Folks should be able to harvest, store, use, or sell their own energy as they see fit. This is not a Democratic nor Republican issue, and if anyone tries to convince you it is, they are being purposely misleading.
I never used to get photographed and people asking for autographs. I don't mind the autographs, but the paparazzi I find weird. As an actor, you want to be able to regard the world instead of having it regard you.
Not all Peter Greenaway's stuff is sequential, narrative story. Some of it is like an art installation and I'm not particularly interested in being in an art installation to be honest. I'm interested in the story.
Clean water is only as far away as the nearest tap, and there are taps everywhere. There's a faucet everywhere. But the reality is, the water in our toilets is cleaner than the water that most people are drinking.
If you're just an actor you're reactive. You're saying, "Well, I hope Hollywood gives me a role, or gives me a chance at a role," whereas if you can generate your own content, then you can go where you want to go.
Actually, that's one of the things I was thinking about writing a story about me, loosely based or autobiographical. I just don't want to be like some people that are in their twenties and writing autobiographies.
Yes, I believe in equality. But I don't like the word 'feminist,' because it's such a rational belief to think that women are equal to men, and I'm a rational person. You shouldn't be labeled for being reasonable.
So I never spend a lot of time analyzing why people respond to my work. But I think that it's just the joy, a passion for life, that I think has always been in my characters. Beyond that, I'm just grateful for it.
I was fresh out of drama school and had no idea what I was doing. They hustled me along and Bill Cosby tolerated my rookie behavior. It was great. Once you have 'The Cosby Show' on your resume, you can keep going.
One thing I was thinking about is that they probably get their come-uppance about the same percentage that people in real life do. Basically, stealing for all practical purposes might as well be legal in New York.
They're talking about kids who have grand mal seizures, and they've discovered that marijuana eases that down to where these children can have a life. That right there, to me, says, 'Legalize it across the board!'
I'm a passionate person. I'm a lot of things, like most people are. Most people are dynamic. The focus is not on me though, I'm a screen. The aim is to always keep myself in the position where the screen is clear.
God is on my side, and that's all I need. I get up in the morning, I pray to God. I don't pray to the president, the governor, the mayor, no black caucus, no this and that. I pray to God, and that's the end of it.
Sadly, black people disassociate ourselves from the things which make us who we are, identifying them as lesser, or inferior. It's a form of self hate. So, with reckless abandon, we strive to be like the majority.

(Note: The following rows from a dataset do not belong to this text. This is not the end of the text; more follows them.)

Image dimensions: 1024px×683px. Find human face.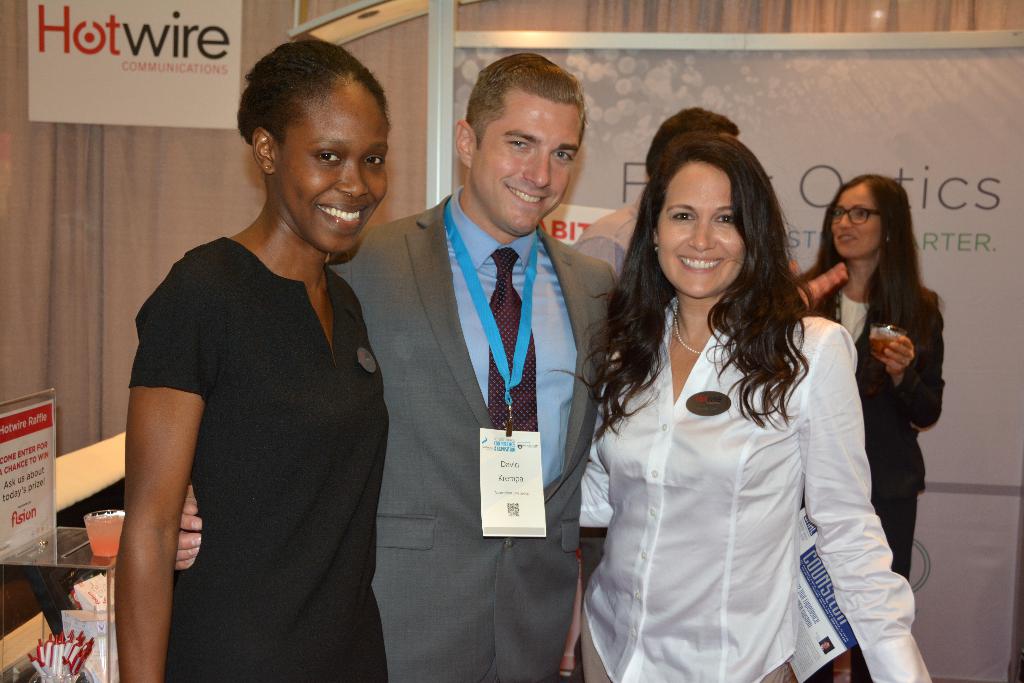
l=657, t=156, r=747, b=301.
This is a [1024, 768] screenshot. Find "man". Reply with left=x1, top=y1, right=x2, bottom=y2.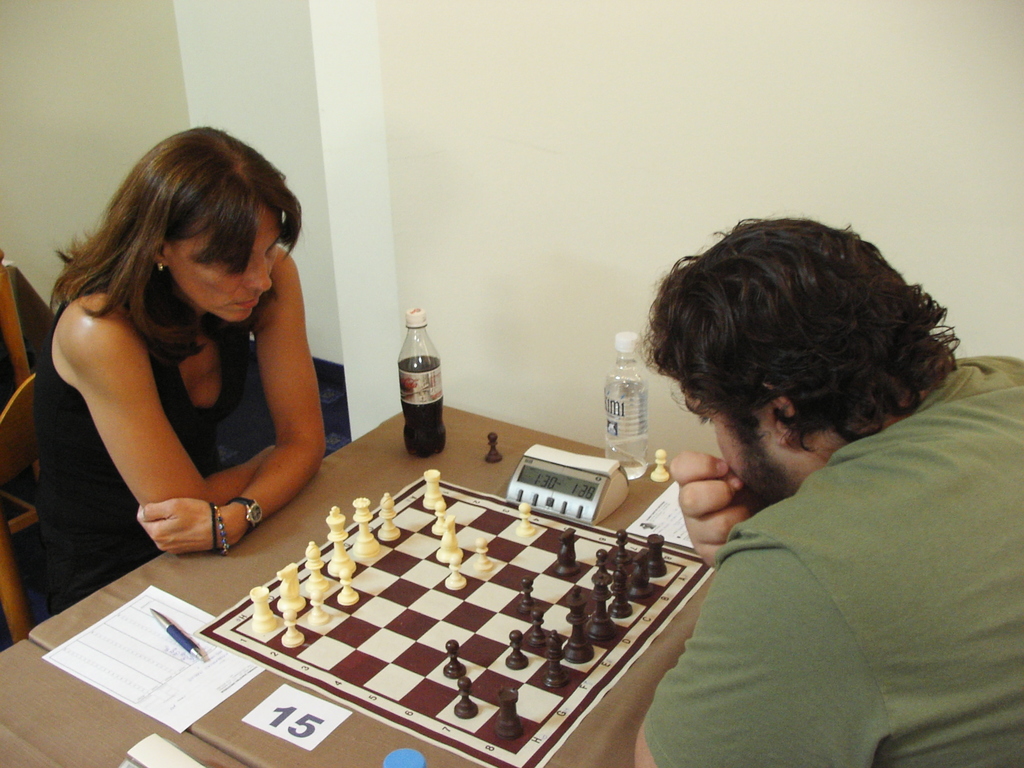
left=587, top=211, right=1011, bottom=727.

I kind of fell backwards into acting. I was studying to be a high school teacher. I look now and I understand completely, or actually barely, how much work it is to be a teacher. It's an incredible amount of work.
Quite often, we're swamped with friends. My house is known as Hotel Morrissey, which is quite handy whenever I need dog-sitters for Tiggy. She's my tiny little rescue dog, the size of both of my feet put together.
I think a lot of podcasts have a lot of amazing character work. Seth Morris does this amazing character, Boch Duco, which I think is one of the funniest, most well-realized characters that I've ever seen or heard.
Hopefully as a result of 'The Frozen Ground,' more and more people will be aware of the horrible things that happen to ladies all over the world and give them respect. This movie is a love letter to those victims.
I think that's important for all ages, to not be afraid of being an individual. I grew up on my own, as an only child, so early on I think I was quite capable of making decisions by myself and being an individual.